Adam Trimingham paints a grim picture of the way we took our holidays in the Fifties (The Argus, August 10).

While this is his view as a visitor to Brighton in those days, as a resident at that time I remember things rather differently.

Yes, there was rationing and shortages but Brighton was buzzing in the late-Forties and the Fifties.

Both piers had been repaired (they had had sections blown out of them during the war to stop them being used as landing stages by the enemy) and were open again.

Volk's Electric Railway had been reconstructed and was conveying happy holidaymakers to the Black Rock swimming pool.

The Sports Stadium (SS Brighton) in West Street offered ice-skating and spectacular ice shows and the Brighton Tigers were playing ice hockey again.

There were six theatres showing professional shows - the Theatre Royal, Dolphin, Grand, Hippodrome, Imperial and Palace Pier.

My own interest in amateur drama was catered for by at least 18 dramatic and musical societies.

We were spoilt for choice of films to see at 16 cinemas and dancing was available at the Regent (over the cinema), Princes Hall (at the Aquarium) and Sherry's in West Street.

There was also open-air dancing on the end of the Palace Pier and at the Hove Bandstand.

Yes, we did roll our trousers up to paddle (no man would be seen dead in shorts in those days), sit in deck chairs and even take our ties off - and we knotted the corners of handkerchiefs to use as hats to protect us from the sun - but we loved it. This was before the era of cheap foreign holidays, so visitors came to Brighton to stay for a fortnight in hotels and boarding houses.

There was full employment and they had money in their pockets. They would go for rides along the front on the open-top cream No 17 buses of Brighton Hove and District or up to Devil's Dyke on the green Southdown buses.

Cheap day return fares to London were on sale for five shillings (25p) and there were equally cheap coach excursions.

This was not a time of misery but of optimism. After six years of war, England was breaking out of the gloom and returning to its traditional playground - the seaside.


- Work order -
Word for word, repeat each record that follows.

- The data -

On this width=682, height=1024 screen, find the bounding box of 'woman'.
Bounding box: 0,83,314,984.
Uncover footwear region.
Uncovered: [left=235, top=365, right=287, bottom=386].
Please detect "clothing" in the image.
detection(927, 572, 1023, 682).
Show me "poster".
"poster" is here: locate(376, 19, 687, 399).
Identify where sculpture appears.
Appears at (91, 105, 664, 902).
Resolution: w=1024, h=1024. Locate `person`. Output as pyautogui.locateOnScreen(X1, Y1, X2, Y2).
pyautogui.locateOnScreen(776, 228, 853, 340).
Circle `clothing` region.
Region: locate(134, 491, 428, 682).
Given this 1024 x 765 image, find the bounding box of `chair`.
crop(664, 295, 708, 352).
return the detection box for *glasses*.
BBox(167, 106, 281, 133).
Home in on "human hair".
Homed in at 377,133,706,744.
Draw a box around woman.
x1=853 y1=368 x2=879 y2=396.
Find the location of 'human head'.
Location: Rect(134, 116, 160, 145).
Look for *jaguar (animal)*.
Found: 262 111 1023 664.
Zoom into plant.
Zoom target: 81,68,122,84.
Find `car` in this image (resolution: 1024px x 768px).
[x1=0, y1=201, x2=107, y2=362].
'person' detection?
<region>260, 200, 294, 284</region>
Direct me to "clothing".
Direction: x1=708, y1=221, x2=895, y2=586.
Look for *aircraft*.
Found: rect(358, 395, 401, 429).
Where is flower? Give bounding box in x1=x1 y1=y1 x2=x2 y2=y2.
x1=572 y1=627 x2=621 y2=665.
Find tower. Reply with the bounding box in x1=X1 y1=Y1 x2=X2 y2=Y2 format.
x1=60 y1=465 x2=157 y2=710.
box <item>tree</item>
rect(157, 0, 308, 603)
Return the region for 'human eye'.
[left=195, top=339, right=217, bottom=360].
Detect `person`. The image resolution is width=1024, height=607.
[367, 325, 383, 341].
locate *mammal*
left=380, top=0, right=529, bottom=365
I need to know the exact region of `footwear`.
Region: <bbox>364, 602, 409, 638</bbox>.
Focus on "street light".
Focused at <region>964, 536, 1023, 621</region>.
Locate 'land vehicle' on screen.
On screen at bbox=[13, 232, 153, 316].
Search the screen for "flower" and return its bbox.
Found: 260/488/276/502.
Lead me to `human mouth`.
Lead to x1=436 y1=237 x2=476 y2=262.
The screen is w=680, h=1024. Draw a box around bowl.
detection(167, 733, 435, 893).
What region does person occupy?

- Output below -
On this width=682, height=1024 screen, find the bounding box of 'woman'.
Bounding box: 0,83,314,984.
Uncover footwear region.
Uncovered: [left=235, top=365, right=287, bottom=386].
Please detect "clothing" in the image.
detection(927, 572, 1023, 682).
Show me "poster".
"poster" is here: locate(376, 19, 687, 399).
Identify where sculpture appears.
Appears at (91, 105, 664, 902).
Resolution: w=1024, h=1024. Locate `person`. Output as pyautogui.locateOnScreen(X1, Y1, X2, Y2).
pyautogui.locateOnScreen(776, 228, 853, 340).
Circle `clothing` region.
Region: locate(134, 491, 428, 682).
Given this 1024 x 765 image, find the bounding box of `chair`.
crop(664, 295, 708, 352).
return the detection box for *glasses*.
BBox(167, 106, 281, 133).
Home in on "human hair".
Homed in at 377,133,706,744.
Draw a box around woman.
x1=853 y1=368 x2=879 y2=396.
Find the location of 'human head'.
Location: Rect(134, 116, 160, 145).
Look for *jaguar (animal)*.
Found: 262 111 1023 664.
Zoom into plant.
Zoom target: 81,68,122,84.
Find `car` in this image (resolution: 1024px x 768px).
[x1=0, y1=201, x2=107, y2=362].
'person' detection?
<region>260, 200, 294, 284</region>
Direct me to "clothing".
Direction: x1=708, y1=221, x2=895, y2=586.
Look for *aircraft*.
Found: rect(358, 395, 401, 429).
Where is flower? Give bounding box in x1=x1 y1=y1 x2=x2 y2=y2.
x1=572 y1=627 x2=621 y2=665.
Find tower. Reply with the bounding box in x1=X1 y1=Y1 x2=X2 y2=Y2 format.
x1=60 y1=465 x2=157 y2=710.
box <item>tree</item>
rect(157, 0, 308, 603)
Return the region for 'human eye'.
[left=195, top=339, right=217, bottom=360].
Detect `person`. The image resolution is width=1024, height=607.
[367, 325, 383, 341].
locate *mammal*
left=380, top=0, right=529, bottom=365
I need to know the exact region of `footwear`.
Region: <bbox>364, 602, 409, 638</bbox>.
Focus on "street light".
Focused at <region>964, 536, 1023, 621</region>.
Locate 'land vehicle' on screen.
On screen at bbox=[13, 232, 153, 316].
Search the screen for "flower" and return its bbox.
Found: 260/488/276/502.
Lead me to `human mouth`.
Lead to x1=436 y1=237 x2=476 y2=262.
The screen is w=680, h=1024. Draw a box around bowl.
detection(167, 733, 435, 893).
What region does person occupy?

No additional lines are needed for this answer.